Women could, he thought as they walked towards the house, be the very devil to deal with. The experience of having Abigail working with him was â well, enlightening. He liked her direct common-sense approach, and perhaps even her intuition, a hitherto despised and considerably overrated function in his book, but he found the feminine nuances hard to keep up with. Was it something he'd said? Or something to do with Sophie Lawrence? The set of Ms Moon's lips might well mean that she disapproved of the other woman's superficial lifestyle, he thought, having already recognized in Abigail a streak of that same inherited Puritan work ethic he himself was alternately blessed and cursed with.
The brick house had a shiny, black-painted door and sported a highly-polished brass knocker. A brisk rat-tat brought an answer almost immediately, in the person of an energetic-looking young woman in hip- and thigh-hugging black leggings and an oversized, paint-stained man's shirt she'd belted round the waist, leaving her looking vaguely like some extra in a B film about mediaeval Florence. Assistant to Leonardo, perhaps. âOh, right,' she replied cheerfully to Abigail's announcement of who they were, and her request to see Mrs Lawrence. âHang on, I'll tell her you're here.'
In a few moments they found themselves seated in a large drawing-room at the back of the house, a room whose pale gold silk walls and glowing, gold-framed prints gave it the appearance of floating in sunlight, although the day outside was grey and overcast. Elegant, eighteenth-century furnishings, stiff and formal to Mayo's way of thinking. Not a thing out of line, every chair, table or cabinet a period piece. It was the sort of ambience he was ill at ease with.

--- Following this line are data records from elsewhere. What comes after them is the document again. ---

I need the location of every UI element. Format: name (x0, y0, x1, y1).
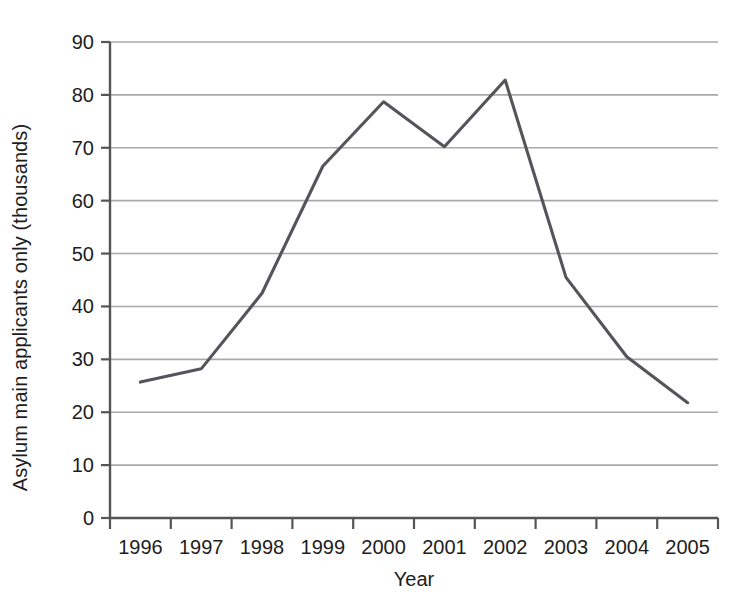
series-line (140, 80, 687, 403)
y-tick-label: 10 (72, 454, 94, 476)
x-tick-label: 2005 (665, 536, 710, 558)
data-series-line (140, 80, 687, 403)
y-tick-label: 60 (72, 190, 94, 212)
gridlines (110, 42, 718, 465)
x-axis-tick-labels: 1996199719981999200020012002200320042005 (118, 536, 710, 558)
axis-lines (110, 42, 718, 518)
chart-figure: Asylum main applicants only (thousands) … (0, 0, 743, 615)
y-tick-label: 80 (72, 84, 94, 106)
x-tick-label: 1998 (240, 536, 285, 558)
y-tick-label: 50 (72, 243, 94, 265)
x-tick-label: 2000 (361, 536, 406, 558)
x-tick-label: 1996 (118, 536, 163, 558)
x-axis-ticks (110, 518, 718, 529)
line-chart-plot: 0102030405060708090 19961997199819992000… (0, 0, 743, 615)
y-tick-label: 30 (72, 348, 94, 370)
y-tick-label: 20 (72, 401, 94, 423)
y-axis-ticks (101, 42, 110, 518)
y-axis-tick-labels: 0102030405060708090 (72, 31, 94, 529)
x-tick-label: 2003 (544, 536, 589, 558)
y-tick-label: 0 (83, 507, 94, 529)
y-tick-label: 40 (72, 295, 94, 317)
x-tick-label: 2002 (483, 536, 528, 558)
y-tick-label: 90 (72, 31, 94, 53)
x-tick-label: 1997 (179, 536, 224, 558)
x-tick-label: 2004 (605, 536, 650, 558)
x-tick-label: 1999 (301, 536, 346, 558)
x-tick-label: 2001 (422, 536, 467, 558)
y-tick-label: 70 (72, 137, 94, 159)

It was out of his class for one thing, but anyway he preferred things gathered together haphazardly, with undemanding comfort as the prime requirement.
Sophie Lawrence came in, as elegant and expensive as the furnishings, and with the same delicate look, as if she might break if treated too roughly. She must have been very young at the time she worked for Kitty Wilbraham. Even now she looked barely thirty, a woman of nervous gestures with thin fingers and wrists seeming hardly adequate to support the quantities of gold jewellery jangling around them, wearing a mole-coloured suede skirt and a soft amethyst sweater. Her huge hazel eyes held an uncertain vulnerability, yet despite this, she spoke with self-assurance, quickly and a little huskily, and her smile had a fleeting charm. Abigail, instantly aware of designer clothes and a subtle scent she couldn't identify, was conscious of her own favourite, hitherto perfectly acceptable suit and matching silk shirt being actually nothing much to write home about.
Mrs Lawrence wasn't surprised to see them. She made the right, conventional noises but she had already heard the news from her sister.
âHow can I help you? Not very much, I should think. I haven't seen Angie for fourteen years.' Said with a smile. Charming and delightful, willing to help ... and yet, Mayo felt they were not really welcome, that the visit was looked upon as an ill-mannered intrusion, which he supposed it probably was.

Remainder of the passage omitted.